The discussion paper Carbon Majors Funding Loss and Damage, presented today by the Heinrich Böll Foundation and the Climate Justice Programme, proposes that in future the top-emitting companies should have to pay for the damage they cause. It sets out the case for a levy on fossil fuel extraction, to be spent on the communities that are suffering from climate change. By 2020, the companies should have paid out around US$50 billion. The levy could start at approximately US$2 per tonne of CO2, rising gradually by 5 to 10 percent a year; it would contribute to the complete phasing out of fossil fuels and the adoption of renewables. The income would flow into the Warsaw International Mechanism for Loss and Damage, agreed during international climate negotiations last year, which will go to benefit the world’s poorest communities and those most seriously threatened by climate change. The precise amount of the levy for each company would be calculated on the basis of its historic and anticipated future emissions.

Together, the products of the three German carbon majors are responsible for approximately 0.6 percent of global emissions. The German government needs to consider how these companies should contribute to the costs of the loss and damage they have caused. This could have a lasting positive impact on the amount of private sector money entering international climate finance. The “polluter pays” principle is applied in business, the “do no harm” principle in international law—and what has long been taken for granted in the case of oil spills or nuclear accidents must now also apply to the consequences of anthropogenic climate change.

The idea has high-profile support, for example from Naderev (Yeb) Saño, the lead climate negotiator for the Philippines at the UNFCCC and a member of the Philippines Climate Change Commission. In the Philippines last year, Typhoon Haiyan (Typhoon Yolanda) claimed 6,300 lives, made 4 million people homeless, and caused US$2 billion worth of damage.

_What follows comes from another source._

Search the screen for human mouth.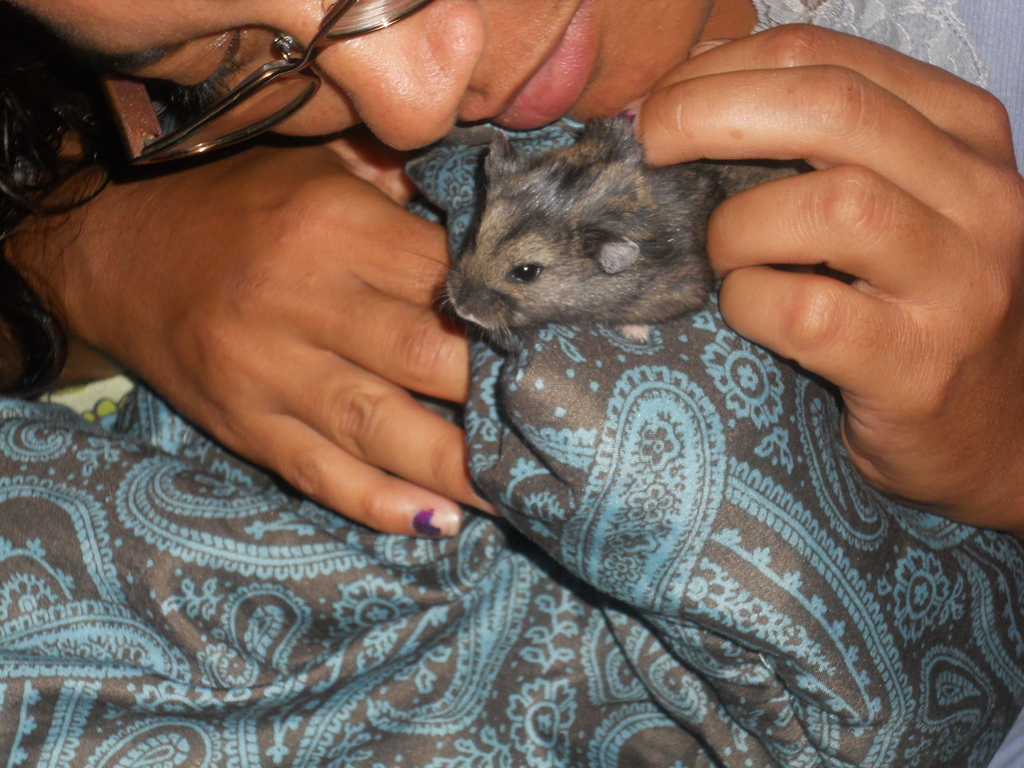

PS: The concept of making fossil fuel extractors financially accountable for the damage they cause goes hand in hand with a strategy based on bringing lawsuits against the culprits. Greenpeace International, WWF, and the Center for International Environmental Law (CIEL) have recently written to the chief executives of the carbon majors and their liability insurers alerting them to this. The letters suggest that executives will be personally liable if their companies fund climate denial or lobbying to obstruct effective climate policy.